The platform has more than 50 active users across more than 12 savings groups, according to the team. Cube recently launched its beta and is focused on improving the product experience, automating contribution processes and growing through community adoption.

Robel said the Hatchery helped the team test with users earlier and think more directly about product development and growth.

SenseGuard

Descriptive ImageDeveloped by Edward Marine (B.S. ’27, computer science) and Viswanath Vasa (B.S. ’27, computer science; B.S. ’27, mathematics), SenseGuard provides a monitoring system for vacant sites, including real estate assets. The system uses LoRaWAN, a wireless communication protocol, to connect sensors across properties while using less power and lower-cost infrastructure than some Wi-Fi or Z-Wave alternatives. Its platform includes sensor installation, a web dashboard and automated email alerts.

“Property damage from water leaks and HVAC failures costs managers over $10 billion per year, yet over 95% of buildings have no real-time monitoring,” Vasa said. “We deploy long-range IoT sensor networks in buildings to detect failures in real time before they become major damages.”
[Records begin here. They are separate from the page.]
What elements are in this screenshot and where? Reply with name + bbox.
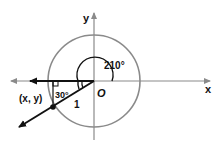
angle-label: 210°	[104, 60, 125, 71]
origin-label: O	[97, 87, 106, 99]
point-on-circle	[50, 104, 56, 110]
y-axis-label: y	[83, 12, 90, 24]
point-label: (x, y)	[19, 93, 42, 104]
unit-circle-diagram: y x O 210° 30° (x, y) 1	[0, 0, 223, 151]
x-axis-label: x	[205, 83, 212, 95]
reference-angle-arc	[82, 81, 83, 88]
radius-label: 1	[74, 99, 80, 110]
angle-arc-210-lower	[78, 81, 79, 89]
reference-angle-label: 30°	[55, 90, 69, 100]
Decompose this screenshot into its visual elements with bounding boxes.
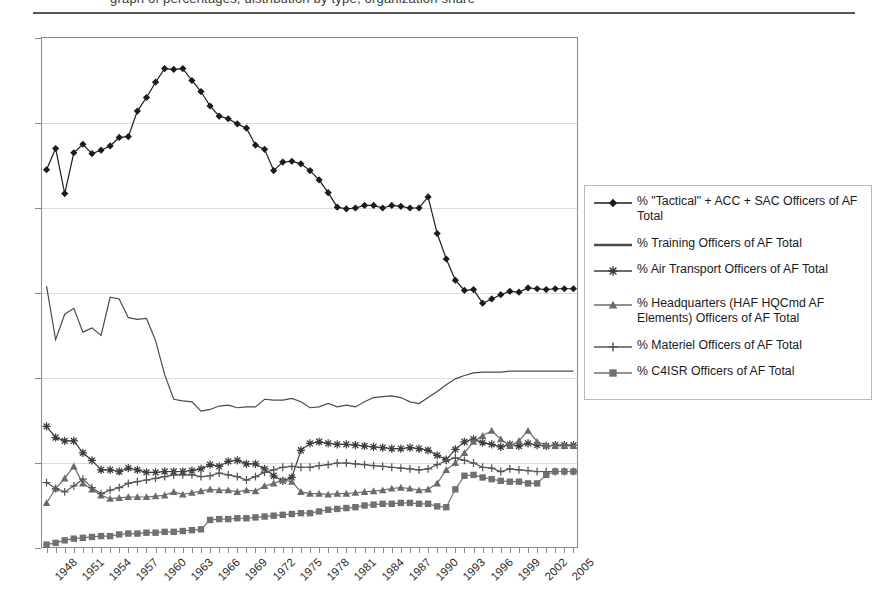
data-point-marker [180,528,186,534]
data-point-marker [243,125,250,132]
data-point-marker [106,466,114,474]
legend-item-label: % Materiel Officers of AF Total [635,338,802,353]
legend-item[interactable]: % Training Officers of AF Total [591,236,865,253]
data-point-marker [397,203,404,210]
data-point-marker [406,204,413,211]
data-point-marker [406,465,414,473]
data-point-marker [506,465,514,473]
data-point-marker [70,437,78,445]
data-point-marker [561,285,568,292]
data-point-marker [142,468,150,476]
data-point-marker [62,537,68,543]
data-point-marker [516,479,522,485]
data-point-marker [451,445,459,453]
data-point-marker [252,514,258,520]
data-point-marker [225,115,232,122]
data-point-marker [124,480,132,488]
data-point-marker [452,486,458,492]
data-point-marker [488,295,495,302]
data-point-marker [351,441,359,449]
data-point-marker [270,466,278,474]
legend-marker-asterisk-icon [591,263,635,279]
data-point-marker [133,478,141,486]
data-point-marker [234,120,241,127]
series-3 [42,422,577,485]
data-point-marker [533,468,541,476]
data-point-marker [352,460,360,468]
data-point-marker [379,444,387,452]
data-point-marker [397,464,405,472]
data-point-marker [207,517,213,523]
data-point-marker [497,443,505,451]
data-point-marker [88,456,96,464]
data-point-marker [315,438,323,446]
series-6 [43,468,576,548]
data-point-marker [543,472,549,478]
data-point-marker [270,480,278,487]
data-point-marker [397,444,405,452]
data-point-marker [552,468,558,474]
data-point-marker [79,449,87,457]
data-point-marker [189,527,195,533]
data-point-marker [316,508,322,514]
data-point-marker [224,471,232,479]
legend-item[interactable]: % "Tactical" + ACC + SAC Officers of AF … [591,194,865,223]
data-point-marker [152,79,159,86]
data-point-marker [261,468,269,476]
legend-item[interactable]: % C4ISR Officers of AF Total [591,364,865,381]
data-point-marker [479,432,487,439]
data-point-marker [43,166,50,173]
legend-item-label: % Headquarters (HAF HQCmd AF Elements) O… [635,296,865,325]
data-point-marker [488,427,496,434]
data-point-marker [515,466,523,474]
legend-item[interactable]: % Headquarters (HAF HQCmd AF Elements) O… [591,296,865,325]
data-point-marker [415,466,423,474]
data-point-marker [125,133,132,140]
data-point-marker [398,500,404,506]
data-point-marker [497,291,504,298]
data-point-marker [52,433,60,441]
data-point-marker [460,438,468,446]
data-point-marker [106,486,114,494]
data-point-marker [343,205,350,212]
data-point-marker [407,500,413,506]
data-point-marker [89,534,95,540]
data-point-marker [152,474,160,482]
data-point-marker [251,460,259,468]
data-point-marker [98,533,104,539]
data-point-marker [198,526,204,532]
figure-page: graph of percentages, distribution by ty… [0,0,891,611]
data-point-marker [261,513,267,519]
data-point-marker [224,457,232,465]
data-point-marker [233,456,241,464]
data-point-marker [497,468,505,476]
data-point-marker [288,158,295,165]
data-point-marker [252,142,259,149]
data-point-marker [388,444,396,452]
data-point-marker [280,512,286,518]
data-point-marker [443,255,450,262]
data-point-marker [97,466,105,474]
chart-area: 0%10%20%30%40%50%60%19481951195419571960… [0,18,600,578]
data-point-marker [125,530,131,536]
data-point-marker [197,473,205,481]
data-point-marker [215,462,223,470]
data-point-marker [434,230,441,237]
legend-item[interactable]: % Materiel Officers of AF Total [591,338,865,355]
data-point-marker [297,463,305,471]
data-point-marker [334,204,341,211]
data-point-marker [543,286,550,293]
legend-item[interactable]: % Air Transport Officers of AF Total [591,262,865,279]
data-point-marker [479,300,486,307]
legend-marker-diamond-icon [591,195,635,211]
data-point-marker [370,462,378,470]
data-point-marker [170,66,177,73]
header-divider [33,12,855,14]
data-point-marker [188,471,196,479]
data-point-marker [52,540,58,546]
data-point-marker [470,459,478,467]
data-point-marker [324,461,332,469]
data-point-marker [80,535,86,541]
data-point-marker [306,463,314,471]
legend-item-label: % C4ISR Officers of AF Total [635,364,794,379]
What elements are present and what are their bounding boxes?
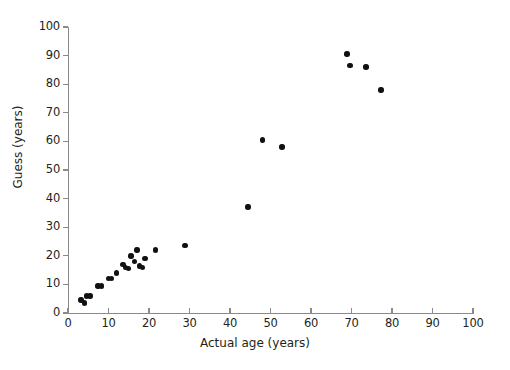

SenseGuard has an active pilot with its design partner, the Archdiocese of Baltimore, and has begun developing and manufacturing sensors in-house. The team is also working on a second version of its sensors and an initial version of its gateways.

Vasa said the Mokhtarzada Hatchery Program’s structure helped the team move from an early prototype toward a more complete system.

ThinkEx

Descriptive ImageLed by UMD students Ishaan Chakraborty (B.S. ’27, computer science) and Urjit Chakraborty (B.S. ’29, computer science), ThinkEx is a digital environment designed to capture and organize user interactions with large language models. Instead of leaving information scattered across chat threads, the platform turns questions, notes and insights into persistent cards that are grouped into clusters.

“ThinkEx fixes this with a collaborative workspace where your files, documents and media live directly alongside the AI, so every answer is grounded in your actual materials, not just the open internet,” Urjit Chakraborty said.

ThinkEx is live, and the team said its daily active user base has grown from 50 to more than 200 users over several months. The team is focused on product development, user feedback, marketing and potential accelerator applications.

Urjit credited the Hatchery with helping the team focus on users and feedback during an early stage of development.